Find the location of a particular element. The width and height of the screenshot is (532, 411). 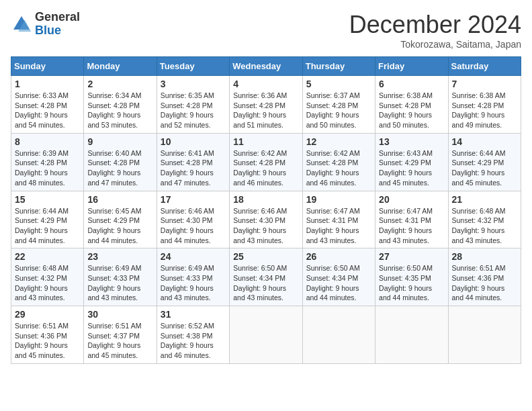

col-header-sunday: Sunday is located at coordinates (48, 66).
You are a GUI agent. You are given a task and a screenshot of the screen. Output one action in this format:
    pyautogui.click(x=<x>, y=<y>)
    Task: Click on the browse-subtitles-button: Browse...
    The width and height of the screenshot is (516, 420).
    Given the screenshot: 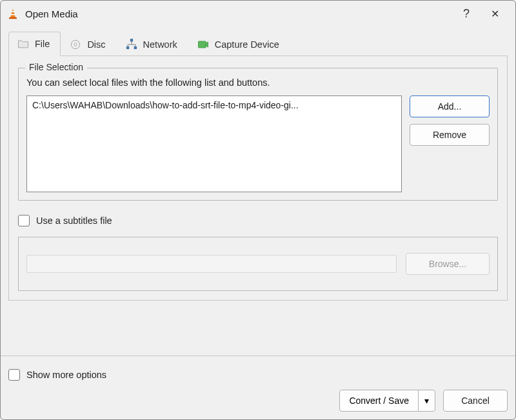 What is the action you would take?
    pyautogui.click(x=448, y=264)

* * *

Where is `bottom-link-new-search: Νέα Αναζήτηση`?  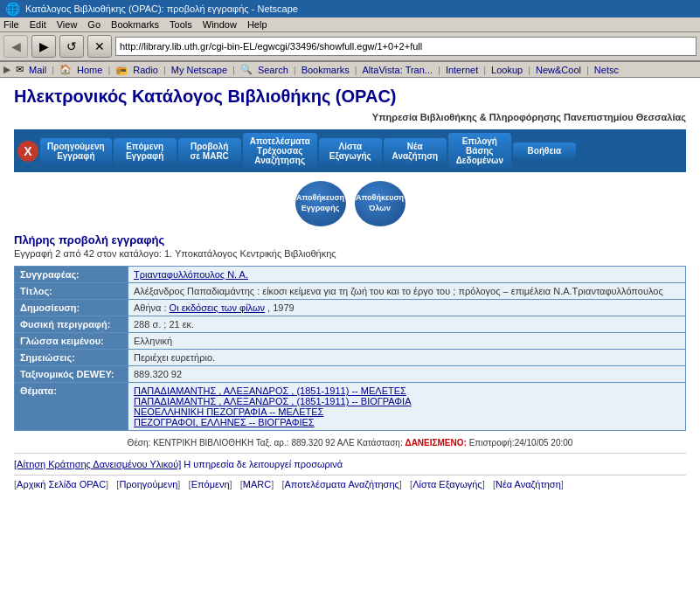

--

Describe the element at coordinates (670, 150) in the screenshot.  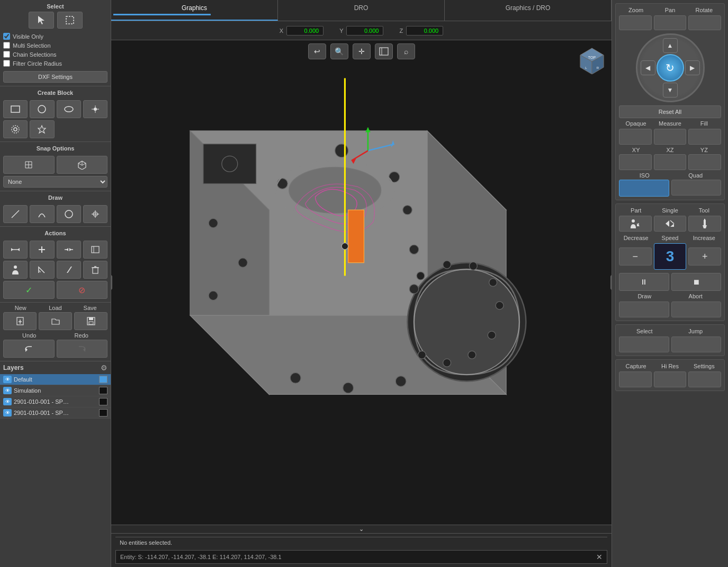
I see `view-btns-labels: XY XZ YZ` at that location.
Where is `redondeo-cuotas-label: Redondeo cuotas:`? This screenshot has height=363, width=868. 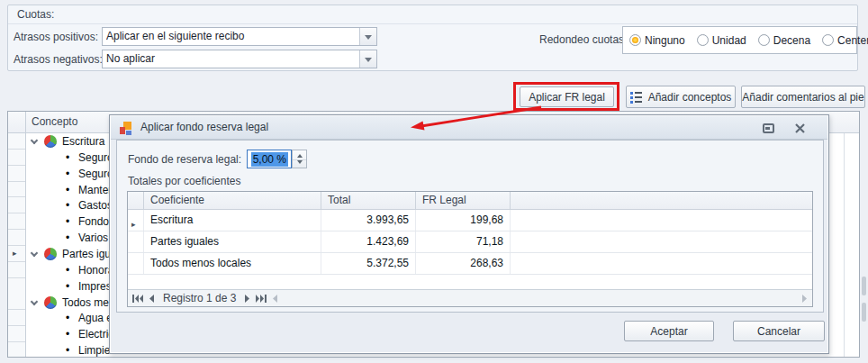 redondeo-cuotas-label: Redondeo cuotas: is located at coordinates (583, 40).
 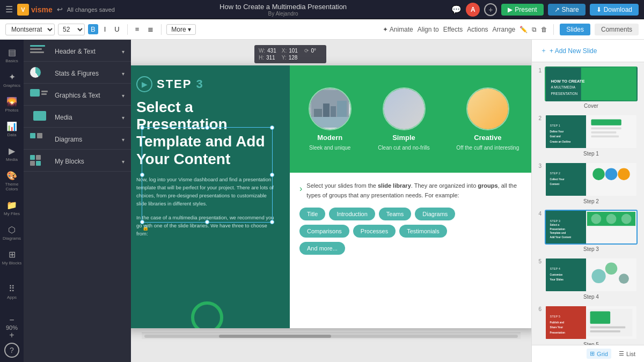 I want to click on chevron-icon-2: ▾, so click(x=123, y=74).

Assignment
Look above for the line with "Find the location"; quote it and every line after it, stopping after the line with "You are a GUI", exactly, with nothing added and without pictures.

Exercise answer
Find the location of a particular element. The width and height of the screenshot is (532, 411). 

col-header-sunday: Sunday is located at coordinates (48, 66).
You are a GUI agent. You are given a task and a screenshot of the screen. Output one action in this format:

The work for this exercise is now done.